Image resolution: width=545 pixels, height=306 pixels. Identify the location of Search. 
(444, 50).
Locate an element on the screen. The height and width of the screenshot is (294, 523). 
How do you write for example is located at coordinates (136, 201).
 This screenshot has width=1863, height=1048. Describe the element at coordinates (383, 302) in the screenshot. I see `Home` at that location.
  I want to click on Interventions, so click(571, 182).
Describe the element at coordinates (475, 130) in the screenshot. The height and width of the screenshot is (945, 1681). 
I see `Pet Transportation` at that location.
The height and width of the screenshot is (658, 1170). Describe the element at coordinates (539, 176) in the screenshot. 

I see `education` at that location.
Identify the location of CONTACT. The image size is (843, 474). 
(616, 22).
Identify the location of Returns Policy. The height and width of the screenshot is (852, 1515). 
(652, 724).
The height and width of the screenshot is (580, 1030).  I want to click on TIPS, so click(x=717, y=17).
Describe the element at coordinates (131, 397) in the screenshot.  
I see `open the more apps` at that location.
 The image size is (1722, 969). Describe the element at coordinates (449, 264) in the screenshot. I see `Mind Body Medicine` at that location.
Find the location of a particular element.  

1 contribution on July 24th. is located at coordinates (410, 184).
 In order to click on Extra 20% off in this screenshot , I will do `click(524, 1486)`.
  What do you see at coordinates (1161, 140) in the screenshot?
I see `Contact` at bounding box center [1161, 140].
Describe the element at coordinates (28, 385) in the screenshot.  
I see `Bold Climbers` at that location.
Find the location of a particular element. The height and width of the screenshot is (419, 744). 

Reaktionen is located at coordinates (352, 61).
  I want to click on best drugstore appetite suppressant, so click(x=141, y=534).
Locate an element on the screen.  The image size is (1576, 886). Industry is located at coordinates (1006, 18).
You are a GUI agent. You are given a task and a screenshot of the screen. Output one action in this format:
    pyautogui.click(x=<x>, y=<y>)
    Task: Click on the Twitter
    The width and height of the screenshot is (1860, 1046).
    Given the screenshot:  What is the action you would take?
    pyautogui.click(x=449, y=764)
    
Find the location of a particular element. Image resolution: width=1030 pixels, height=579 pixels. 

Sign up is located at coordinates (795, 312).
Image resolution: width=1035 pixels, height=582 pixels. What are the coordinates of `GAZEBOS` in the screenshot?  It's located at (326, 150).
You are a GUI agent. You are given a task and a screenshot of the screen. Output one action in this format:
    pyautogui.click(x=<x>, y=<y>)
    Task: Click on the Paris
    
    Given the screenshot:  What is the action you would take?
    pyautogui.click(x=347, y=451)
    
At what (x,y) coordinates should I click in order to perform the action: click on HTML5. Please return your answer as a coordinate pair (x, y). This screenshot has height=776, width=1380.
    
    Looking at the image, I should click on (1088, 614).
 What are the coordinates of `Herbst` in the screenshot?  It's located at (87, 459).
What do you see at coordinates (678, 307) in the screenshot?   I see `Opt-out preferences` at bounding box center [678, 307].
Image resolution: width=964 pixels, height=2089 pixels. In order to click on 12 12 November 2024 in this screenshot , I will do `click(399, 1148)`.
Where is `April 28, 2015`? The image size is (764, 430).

======

- _Work instruction_
Exactly as given, please retype all the entries.

- _Task result_
Image resolution: width=545 pixels, height=306 pixels. Identify the location of Search. 
(444, 50).
Locate an element on the screen. The height and width of the screenshot is (294, 523). 
How do you write for example is located at coordinates (136, 201).
 This screenshot has width=1863, height=1048. Describe the element at coordinates (383, 302) in the screenshot. I see `Home` at that location.
  I want to click on Interventions, so click(571, 182).
Describe the element at coordinates (475, 130) in the screenshot. The height and width of the screenshot is (945, 1681). 
I see `Pet Transportation` at that location.
The height and width of the screenshot is (658, 1170). Describe the element at coordinates (539, 176) in the screenshot. 

I see `education` at that location.
Identify the location of CONTACT. The image size is (843, 474). 
(616, 22).
Identify the location of Returns Policy. The height and width of the screenshot is (852, 1515). 
(652, 724).
The height and width of the screenshot is (580, 1030).  I want to click on TIPS, so click(x=717, y=17).
Describe the element at coordinates (131, 397) in the screenshot.  
I see `open the more apps` at that location.
 The image size is (1722, 969). Describe the element at coordinates (449, 264) in the screenshot. I see `Mind Body Medicine` at that location.
Find the location of a particular element.  

1 contribution on July 24th. is located at coordinates (410, 184).
 In order to click on Extra 20% off in this screenshot , I will do `click(524, 1486)`.
  What do you see at coordinates (1161, 140) in the screenshot?
I see `Contact` at bounding box center [1161, 140].
Describe the element at coordinates (28, 385) in the screenshot.  
I see `Bold Climbers` at that location.
Find the location of a particular element. The height and width of the screenshot is (419, 744). 

Reaktionen is located at coordinates (352, 61).
  I want to click on best drugstore appetite suppressant, so click(x=141, y=534).
Locate an element on the screen.  The image size is (1576, 886). Industry is located at coordinates (1006, 18).
You are a GUI agent. You are given a task and a screenshot of the screen. Output one action in this format:
    pyautogui.click(x=<x>, y=<y>)
    Task: Click on the Twitter
    The width and height of the screenshot is (1860, 1046).
    Given the screenshot:  What is the action you would take?
    pyautogui.click(x=449, y=764)
    
Find the location of a particular element. Image resolution: width=1030 pixels, height=579 pixels. 

Sign up is located at coordinates (795, 312).
Image resolution: width=1035 pixels, height=582 pixels. What are the coordinates of `GAZEBOS` in the screenshot?  It's located at (326, 150).
You are a GUI agent. You are given a task and a screenshot of the screen. Output one action in this format:
    pyautogui.click(x=<x>, y=<y>)
    Task: Click on the Paris
    
    Given the screenshot:  What is the action you would take?
    pyautogui.click(x=347, y=451)
    
At what (x,y) coordinates should I click in order to perform the action: click on HTML5. Please return your answer as a coordinate pair (x, y). This screenshot has height=776, width=1380.
    
    Looking at the image, I should click on (1088, 614).
 What are the coordinates of `Herbst` in the screenshot?  It's located at (87, 459).
What do you see at coordinates (678, 307) in the screenshot?   I see `Opt-out preferences` at bounding box center [678, 307].
Image resolution: width=964 pixels, height=2089 pixels. In order to click on 12 12 November 2024 in this screenshot , I will do `click(399, 1148)`.
Where is `April 28, 2015`? The image size is (764, 430).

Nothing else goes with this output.